Beyond National University Commission (NUC) Accreditation: Institutional, Policy, and Awareness Barriers to the Implementation of Industrial Design Education in Nigerian Universities
Shagaya Mashood Olanrewaju …………………………………………152-166
Industrial Design (ID) is globally recognized as a strategic discipline that links creativity, technology, and manufacturing to national development and economic competitiveness. In Nigeria, the National Universities Commission (NUC) has approved a comprehensive Industrial Design curriculum, largely domiciled within the Faculties of Environmental Sciences. Despite this formal accreditation, the implementation of Industrial Design programmes across Nigerian universities remains weak, uneven, and, in many cases, entirely absent. This conceptual paper critically examines the systemic, institutional, and policy-related barriers constraining effective implementation, including limited awareness, weak student interest, misaligned educational pipelines, institutional preference for other environmental disciplines, high establishment costs, leadership inertia, and limited political will. Drawing on a conceptual thematic synthesis of existing literature, policy documents, and contextual evidence, the paper argues that accreditation alone is insufficient to sustain vocational and creative programmes without coordinated policy support, institutional commitment, and educational alignment. The study contributes to design education and higher education policy discourse by offering a multi-level explanation of programme marginalisation and outlining reform pathways relevant to Nigeria and comparable developing contexts
Keywords: Industrial Design Education; Higher Education Policy; Institutional Barriers; Creative Economy; Nigeria.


TASK OBJECTIVE:
Your task is to tally the lines of the listing containing the word "bounding" and report the figure alone.

Content starts

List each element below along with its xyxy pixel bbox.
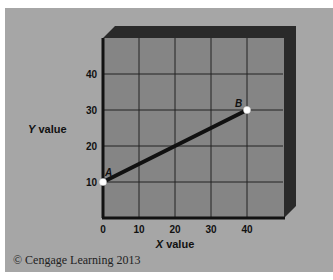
point-label: A — [104, 167, 112, 178]
data-point-a — [100, 179, 107, 186]
point-label: B — [235, 98, 242, 109]
y-tick-label: 30 — [86, 105, 98, 116]
plot-area — [103, 38, 284, 218]
y-tick-label: 10 — [86, 177, 98, 188]
x-tick-label: 30 — [205, 224, 217, 235]
x-axis-label: X value — [155, 238, 195, 250]
copyright-credit: © Cengage Learning 2013 — [13, 253, 140, 268]
line-chart: 01020304010203040 AB Y value X value — [0, 0, 333, 280]
x-tick-label: 10 — [133, 224, 145, 235]
y-tick-label: 20 — [86, 141, 98, 152]
y-axis-label: Y value — [28, 123, 67, 135]
x-tick-label: 20 — [169, 224, 181, 235]
y-tick-label: 40 — [86, 69, 98, 80]
x-tick-label: 40 — [241, 224, 253, 235]
x-tick-label: 0 — [100, 224, 106, 235]
data-point-b — [244, 107, 251, 114]
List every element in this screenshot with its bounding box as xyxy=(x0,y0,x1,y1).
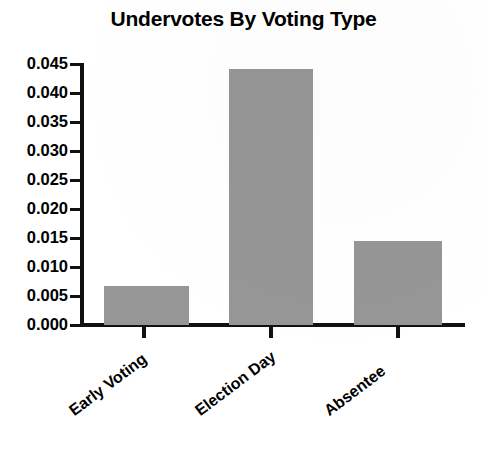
y-axis-tick xyxy=(70,295,81,298)
y-axis-tick-label-wrap: 0.030 xyxy=(6,142,68,159)
bar-election-day xyxy=(229,69,313,325)
y-axis-tick-label-wrap: 0.035 xyxy=(6,113,68,130)
y-axis-tick xyxy=(70,237,81,240)
x-axis-category-label: Absentee xyxy=(321,363,388,419)
y-axis-tick xyxy=(70,208,81,211)
x-axis-category-label: Early Voting xyxy=(66,351,149,419)
y-axis-tick xyxy=(70,92,81,95)
y-axis-tick-label: 0.035 xyxy=(6,113,68,130)
y-axis-tick xyxy=(70,324,81,327)
y-axis-tick-label: 0.005 xyxy=(6,287,68,304)
chart-title: Undervotes By Voting Type xyxy=(0,7,487,31)
y-axis-tick-label-wrap: 0.025 xyxy=(6,171,68,188)
y-axis-tick-label: 0.025 xyxy=(6,171,68,188)
bar-absentee xyxy=(354,241,442,325)
bar-early-voting xyxy=(104,286,189,325)
x-axis-tick xyxy=(142,327,146,338)
x-axis-tick xyxy=(269,327,273,338)
y-axis-tick xyxy=(70,121,81,124)
y-axis-tick-label-wrap: 0.005 xyxy=(6,287,68,304)
y-axis-tick xyxy=(70,63,81,66)
y-axis-tick xyxy=(70,150,81,153)
x-axis-category-label: Election Day xyxy=(192,348,278,419)
x-axis-tick xyxy=(396,327,400,338)
chart-figure: Undervotes By Voting Type 0.0450.0400.03… xyxy=(0,0,487,454)
y-axis-tick-label-wrap: 0.015 xyxy=(6,229,68,246)
y-axis-tick-label: 0.040 xyxy=(6,84,68,101)
y-axis-tick-label: 0.000 xyxy=(6,316,68,333)
y-axis-line xyxy=(80,63,84,327)
y-axis-tick-label-wrap: 0.020 xyxy=(6,200,68,217)
y-axis-tick-label-wrap: 0.045 xyxy=(6,55,68,72)
y-axis-tick-label: 0.020 xyxy=(6,200,68,217)
y-axis-tick-label-wrap: 0.040 xyxy=(6,84,68,101)
y-axis-tick-label-wrap: 0.000 xyxy=(6,316,68,333)
y-axis-tick xyxy=(70,179,81,182)
y-axis-tick-label: 0.010 xyxy=(6,258,68,275)
y-axis-tick-label-wrap: 0.010 xyxy=(6,258,68,275)
y-axis-tick-label: 0.045 xyxy=(6,55,68,72)
y-axis-tick xyxy=(70,266,81,269)
y-axis-tick-label: 0.015 xyxy=(6,229,68,246)
y-axis-tick-label: 0.030 xyxy=(6,142,68,159)
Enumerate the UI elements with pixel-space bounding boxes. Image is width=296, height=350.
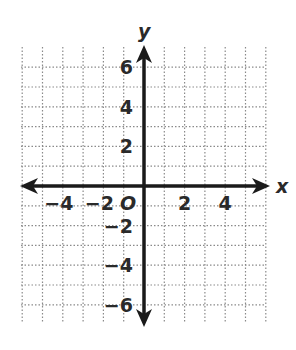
x-tick-label: 2 <box>178 192 191 214</box>
y-axis-label: y <box>138 20 152 42</box>
axes <box>20 45 270 327</box>
coordinate-plane: −4−224642−2−4−6 x y O <box>0 0 296 350</box>
x-tick-label: −2 <box>85 192 114 214</box>
y-tick-label: −4 <box>104 254 133 276</box>
y-tick-label: 2 <box>120 135 133 157</box>
x-tick-label: −4 <box>44 192 73 214</box>
x-tick-label: 4 <box>219 192 232 214</box>
y-tick-label: −6 <box>104 294 133 316</box>
origin-label: O <box>120 192 136 214</box>
y-tick-label: −2 <box>104 215 133 237</box>
y-tick-label: 6 <box>120 56 133 78</box>
y-tick-label: 4 <box>120 96 133 118</box>
x-axis-label: x <box>275 175 289 197</box>
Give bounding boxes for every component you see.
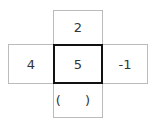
top-cell: 2 — [53, 10, 103, 45]
left-cell: 4 — [8, 44, 54, 84]
center-cell: 5 — [53, 44, 103, 84]
right-cell: -1 — [102, 44, 148, 84]
bottom-cell-blank[interactable]: ( ) — [53, 83, 103, 118]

Content ends

FINAL ANSWER:
3